The tenth sculpture to occupy the long-vacant fourth plinth in Trafalgar Square is Hans Haacke’s Gift Horse.
The plinths in the other three corners of the Square have been occupied by their statues from the outset. The one in the north-east corner supports a statue of George IV on horseback. The north-western one, built in 1841 for a statue of William IV on horseback, remained empty as the project ran out of money. It remained empty until 1999 when the Royal Society of Arts’ Fourth Plinth Project commenced with Mark Wallinger’s sculpture Ecce Homo. It was followed by Bill Woodrow’s Regardless of History in 2000 and Rachel Whiteread’s Monument in 2001, and then the plinth was empty once more. In 2005, the Mayor of London set up the Fourth Plinth Commission to enable this wonderfully successful series of temporary exhibits to continue.
Hack’s Gift Horse was unveiled on 5 March 2015, following Katharina Fritsch’s very popular Hahn/Cock. Gift Horse is a twice-life-size skeleton of a horse in a dark gunmetal bronze, partly based on engravings by the eighteenth-century artist George Stubbs.
Haacke says,
[The] more I thought and learned about the space, including the fact that an equestrian statue was originally meant to be on the plinth . . . I wanted to do something with a horse. But to really speak about what is going on these days it had to be a skeleton and so I started to do some research. . . . I knew Stubbs from the Tate gallery and other places, but I didn’t know he had dissected horses and made these engravings. That was a great revelation. And, of course, he is in the National Gallery with the painting Whistlejacket, and the work began to come together.
It has strong thematic ties, therefore, with the original purpose of the plinth. On its front leg, however, is a bow, as if on a present. It’s a digital display showing live prices from the London Stock Exchange, which Haacke is using as an oblique reference to Adam Smith's <em>The Wealth of Nations</em>, upon which free-market capitalism is largely based.
Gift Horse reflects the symbols of power which surround it, combines them with a potent symbol of free market capitalism, and places them in the context of death. Haacke, always a very political artist, says,
Some 250 years [after Adam Smith], followers of Smith’s ‘mythical hand’ [the invisible hand of the market] flock to the City of London, to Wall Street and other market places around the world, while the less fortunate look to the bare bones of the horseplay of today’s gentry.
Haacke comments that he was 'absolutely flabbergasted' that his proposal was accepted, and says ‘There is no way that something that plays with Wall Street in this fashion would ever be approved under the auspices of the mayor [of New York]’.
However, Mayor of London Boris Johnson took a very different line on Gift Horse in his speech:
There will be those who say that this undeniably underfed beast . . . is a symbol of the excessive pursuit of austerity and the George-Osborne-diet approach to life. But I say absolutely not. . . . In those fabulous tubular structures you will see symbolised the vital infrastructure – the tube that must run beneath the surface of any great and beautiful city. The tubular structures that have received such fantastic investment thanks to our chancellor . . . and indeed playing a part in the greatest economic recovery this city has ever seen, and the driving force of the UK and indeed [the] European economy.
This was such a contrary view to how most people see Gift Horse that Adrian Searle, writing in The Guardian, described Johnson's speech as 'vulgar and somewhat dismissive'. Maybe it is (though Johnson knew that he was being contrarian and earned a good laugh for doing so) but good art is always open to more than one interpretation because it presents us with images for us to reflect on, rather than telling us what to think.
Art with such an expressly political edge thus functions very much like the vivid imagery used by the Old Testament prophets. Isaiah, for example, said,
Your whole head is injured,
your whole heart afflicted.
From the sole of your foot to the top of your head
there is no soundness –
only wounds and welts and open sores,
not cleansed or bandaged or soothed with olive oil.
(Isaiah 1:5–,6 NIV)
Isaiah uses the graphic image of a person who is in a bad state physically to prompt his listeners to reflect on their bad spiritual state. Many of his hearers may well have gone away without ever stopping to reflect on his deeper meaning, in the same way that many who see Gift Horse may not stop to to reflect on what Hans Haacke is saying. But both the artist and the prophet want us to stop and think more deeply about ourselves and the world in which we live.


* [Exercise brief]: When you reach a picture, leave it out; output everything else in the records exactly.

* [Input material]:
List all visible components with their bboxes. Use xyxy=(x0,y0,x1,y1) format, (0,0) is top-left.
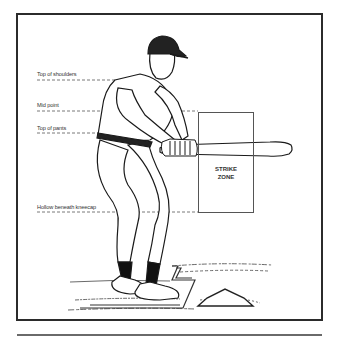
strike-zone-label: STRIKE ZONE xyxy=(198,165,254,181)
bottom-divider xyxy=(17,334,322,336)
label-hollow-beneath-kneecap: Hollow beneath kneecap xyxy=(37,205,96,211)
batter-illustration xyxy=(0,0,338,337)
label-mid-point: Mid point xyxy=(37,103,59,109)
strike-zone-box xyxy=(198,112,254,213)
strike-zone-line2: ZONE xyxy=(198,173,254,181)
batter-torso xyxy=(97,74,188,147)
home-plate xyxy=(198,289,253,306)
batter-head xyxy=(148,36,188,79)
strike-zone-line1: STRIKE xyxy=(198,165,254,173)
label-top-of-pants: Top of pants xyxy=(37,126,66,132)
batter-legs xyxy=(97,140,178,300)
batter-hands xyxy=(161,139,197,156)
label-top-of-shoulders: Top of shoulders xyxy=(37,72,76,78)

* [Your response]:
List all visible components with their bboxes. Use xyxy=(x0,y0,x1,y1) format, (0,0) is top-left.
strike-zone-label: STRIKE ZONE xyxy=(198,165,254,181)
bottom-divider xyxy=(17,334,322,336)
label-hollow-beneath-kneecap: Hollow beneath kneecap xyxy=(37,205,96,211)
batter-illustration xyxy=(0,0,338,337)
label-mid-point: Mid point xyxy=(37,103,59,109)
strike-zone-box xyxy=(198,112,254,213)
strike-zone-line2: ZONE xyxy=(198,173,254,181)
batter-torso xyxy=(97,74,188,147)
home-plate xyxy=(198,289,253,306)
batter-head xyxy=(148,36,188,79)
strike-zone-line1: STRIKE xyxy=(198,165,254,173)
label-top-of-pants: Top of pants xyxy=(37,126,66,132)
batter-legs xyxy=(97,140,178,300)
batter-hands xyxy=(161,139,197,156)
label-top-of-shoulders: Top of shoulders xyxy=(37,72,76,78)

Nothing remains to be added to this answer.